July 8th - September 14th

Jean-Christian Bourcart - Le plus beau jour # 5, The most beautiful day of my life

Jean-Christian Bourcart

‘I have never forgotten his scarlet aquariums in Place Furstenberg. Here, a far cry from those swingers’ orgies, he shows some rejected ‘best days of their lives’.‘ƒ

Christian Lacroix


THE MOST BEAUTIFUL DAY OF LIFE

At seventeen I came to Paris with a single address in my pocket, that of a company specialising in wedding photos. I learnt the tricks of the trade and earned my crust that way for a number of years. Later on I would become a photojournalist, but it all began in churches and parks and since that time I’ve never lost my fascination with these representations of happiness. They move me with their ambiguity, but is this through idealisation or cynicism? It’s up to the viewer to decide. A good wedding photograph is a photograph sold, but a part of my output found no buyers and lay yellowing in boxes. In the course of the years tens of thousands of images accumulated in this way – enough to fill a room. It was with them that I began my collection, digging like a patient archaeologist into these strata of the collective memory. Thus I made up my own album, telling the story of a hybrid family: not such a great family, but a deliberately chosen one, sometimes funny, sometimes innocent, sometimes tragic, fluctuating between the depiction of happiness and the accidents of life – reality, you might call it. This was a business of recycling and tweaking, with the status of these images changed by the mere fact of being shown to the public; initially the material of a family memory, they become testimony to the popular codes of representation of a century drawing to a close. But sometimes the unlikely mischievously slips in via double exposure, vaseline blur or some other photographic sleight of hand and lays bare the enormous potential for the fantastic. The people in these images are a perfect sample of the middle class, archetypes of the new proletariat: suburbanites. So near and yet so far, these are my neighbours, my brothers and sisters, the people we live among to such a point that there’s no telling if we’re part of them or not. It’s also the extent to which I feel involved that allows me to show these images. And as it happens, I’m getting married soon.


Jean-Christian Bourcart.


www.jcbourcart.com

Jean-Christian Bourcart is represented by the Rapho Agency, Paris.

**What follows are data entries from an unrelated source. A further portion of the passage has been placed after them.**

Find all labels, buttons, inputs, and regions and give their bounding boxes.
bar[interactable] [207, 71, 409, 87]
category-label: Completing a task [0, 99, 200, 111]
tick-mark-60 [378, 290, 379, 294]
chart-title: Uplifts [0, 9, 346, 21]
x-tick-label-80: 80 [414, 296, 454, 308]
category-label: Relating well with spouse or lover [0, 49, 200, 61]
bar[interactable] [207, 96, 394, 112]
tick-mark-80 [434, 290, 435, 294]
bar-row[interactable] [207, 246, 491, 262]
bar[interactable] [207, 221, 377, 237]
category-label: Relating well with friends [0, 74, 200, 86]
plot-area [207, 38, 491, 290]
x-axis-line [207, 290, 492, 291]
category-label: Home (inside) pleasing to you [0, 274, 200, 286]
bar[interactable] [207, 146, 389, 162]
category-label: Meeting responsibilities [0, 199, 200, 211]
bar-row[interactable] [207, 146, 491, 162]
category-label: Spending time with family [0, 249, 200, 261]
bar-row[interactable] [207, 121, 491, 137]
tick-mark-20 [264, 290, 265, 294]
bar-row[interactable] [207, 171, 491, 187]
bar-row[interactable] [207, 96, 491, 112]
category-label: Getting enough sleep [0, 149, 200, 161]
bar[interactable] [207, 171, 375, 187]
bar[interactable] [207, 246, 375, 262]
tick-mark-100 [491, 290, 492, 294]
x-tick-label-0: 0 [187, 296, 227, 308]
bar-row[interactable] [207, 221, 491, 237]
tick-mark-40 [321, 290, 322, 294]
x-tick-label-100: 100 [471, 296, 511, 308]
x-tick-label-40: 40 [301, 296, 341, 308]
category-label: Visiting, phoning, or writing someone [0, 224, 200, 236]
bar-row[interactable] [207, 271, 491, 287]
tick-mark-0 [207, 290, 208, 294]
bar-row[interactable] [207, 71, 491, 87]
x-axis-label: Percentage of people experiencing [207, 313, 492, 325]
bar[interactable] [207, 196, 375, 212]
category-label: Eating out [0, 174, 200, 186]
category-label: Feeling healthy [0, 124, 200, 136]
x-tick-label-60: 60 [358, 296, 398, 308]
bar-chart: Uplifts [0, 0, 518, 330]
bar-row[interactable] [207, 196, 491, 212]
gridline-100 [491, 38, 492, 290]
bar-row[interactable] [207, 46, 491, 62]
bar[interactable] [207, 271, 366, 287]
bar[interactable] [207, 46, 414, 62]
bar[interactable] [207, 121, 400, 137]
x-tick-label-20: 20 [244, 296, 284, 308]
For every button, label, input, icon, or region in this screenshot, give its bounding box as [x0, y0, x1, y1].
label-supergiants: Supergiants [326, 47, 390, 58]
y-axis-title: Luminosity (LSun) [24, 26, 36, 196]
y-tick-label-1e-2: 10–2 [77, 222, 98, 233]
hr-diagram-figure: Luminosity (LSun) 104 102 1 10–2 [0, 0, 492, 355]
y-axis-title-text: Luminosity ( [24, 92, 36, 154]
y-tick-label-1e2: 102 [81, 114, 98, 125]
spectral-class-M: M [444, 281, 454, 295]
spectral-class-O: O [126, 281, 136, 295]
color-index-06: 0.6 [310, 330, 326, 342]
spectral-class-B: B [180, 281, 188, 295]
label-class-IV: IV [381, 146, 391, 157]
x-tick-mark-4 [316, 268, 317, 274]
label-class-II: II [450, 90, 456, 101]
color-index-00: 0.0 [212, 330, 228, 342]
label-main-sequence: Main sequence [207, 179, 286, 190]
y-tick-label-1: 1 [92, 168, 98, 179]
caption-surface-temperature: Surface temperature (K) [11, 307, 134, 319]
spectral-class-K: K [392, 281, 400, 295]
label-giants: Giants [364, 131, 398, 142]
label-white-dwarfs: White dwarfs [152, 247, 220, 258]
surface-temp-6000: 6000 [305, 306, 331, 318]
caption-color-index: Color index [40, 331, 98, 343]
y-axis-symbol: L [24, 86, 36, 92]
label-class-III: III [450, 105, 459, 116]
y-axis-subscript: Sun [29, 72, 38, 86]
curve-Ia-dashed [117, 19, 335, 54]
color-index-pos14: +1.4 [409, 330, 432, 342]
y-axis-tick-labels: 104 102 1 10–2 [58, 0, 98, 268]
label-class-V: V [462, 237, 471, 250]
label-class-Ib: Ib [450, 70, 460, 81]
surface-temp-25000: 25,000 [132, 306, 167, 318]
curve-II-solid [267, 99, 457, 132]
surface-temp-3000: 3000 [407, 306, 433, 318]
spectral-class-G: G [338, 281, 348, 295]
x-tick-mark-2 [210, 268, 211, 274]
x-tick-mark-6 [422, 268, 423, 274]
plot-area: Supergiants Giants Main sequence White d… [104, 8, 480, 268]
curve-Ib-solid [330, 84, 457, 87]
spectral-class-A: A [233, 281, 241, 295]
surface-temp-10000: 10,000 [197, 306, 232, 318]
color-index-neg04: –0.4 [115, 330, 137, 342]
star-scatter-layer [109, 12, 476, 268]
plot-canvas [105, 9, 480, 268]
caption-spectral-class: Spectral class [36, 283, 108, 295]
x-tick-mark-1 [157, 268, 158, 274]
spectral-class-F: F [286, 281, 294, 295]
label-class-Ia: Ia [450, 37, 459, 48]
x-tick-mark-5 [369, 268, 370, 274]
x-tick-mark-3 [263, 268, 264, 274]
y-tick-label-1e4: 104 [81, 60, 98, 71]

Prints produced by Janvier.

Jean-Christian Bourcart

Born in 1960 in Colmar, France. Lives and works in New York City since 1997.


Jean-Christian Bourcart became a wedding photographer on leaving high school, then studied photography at the ETPA in Toulouse. Since 1985 he has been a regular contributor to Paris dailies Libération and Le Monde, and joined the Rapho Agency in 1990.

A portraitist who also specialises in the intimate, he photographed, then filmed prostitutes in Frankfurt brothels (Infertile Madonnas). In 1993, he codirected a feature film shot during the war in Bosnia (Elvis). In 2004, his series Traffic showed New Yorkers caught in traffic jams. In addition to his photography, he makes videos: (de) la fenêtre (1994), Céline en galère (1996), and Rapture (2004) and It’s Today (2006).

His work has been shown in numerous galleries and museums around the world, and he has won awards including the Polaroid Prize in 1984, World Press Photo Award in 1991 and the Jeu de Paume Prize in 2007. His work can be found at MOMA in New York, the National Contemporary Art Fund and the Maison Européenne de la Photographie in Paris, and MAMCO in Geneva.

In July 2008, Sinon la mort te gagnait will be published by Éditions Le point du jour.

Photographer represented by the Andrea Meislin Gallery, New York ; the Alain Gutharc Gallery, Paris and the Rapho Agency.